The Planning Department contacted Rose and Ravenswing several times about the unpermitted structures, but the owners failed to respond or take any corrective action.

Rose and Ravenswing’s inaction regarding the unauthorized structures on their land accrued $5,800 in fines by late March.

Now that the complaint was served, “we go to court,” Kamelamela said, adding that the county intends to file a preliminary and permanent injunction to “stop them from further violation of our county law, our county codes.”

If the individuals served with the complaint fail to respond, “we get a default judgment,” he explained. If they do answer, the matter would then be argued before a judge, and the county would make the motion for an injunction.

A timeline and resolution will depend on “what they do. But it is something that’s not going to happen in 20 days,” Kamelamela said.

“The county is going to enforce the law, like anything else. We want to make sure that people follow the law.”

When reached by phone Tuesday, Rose did not comment when asked about plans to respond to the complaint.

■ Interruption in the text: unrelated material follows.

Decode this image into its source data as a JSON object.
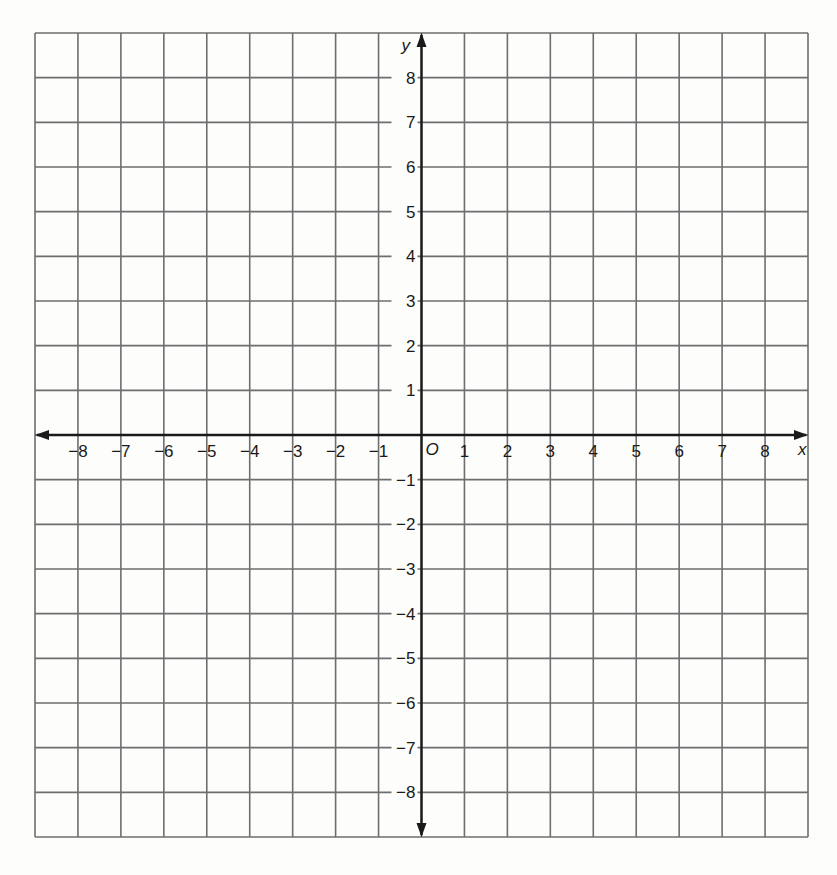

In April, however, she wrote a letter to the editor of the Tribune-Herald explaining, to some extent, her motives:

“I own private property which is in the lawful Hawaiian Kingdom as the takeover of this land by corporate power has been recognized as unlawful. I stand on the Hawaiian Kingdom, which exists under God’s law. The Hawaiian Rose Trust exists to restore the executive power to the House of the Queen. Where there is private property, there is no homeless person and therefore no ‘homeless camp,’” she wrote.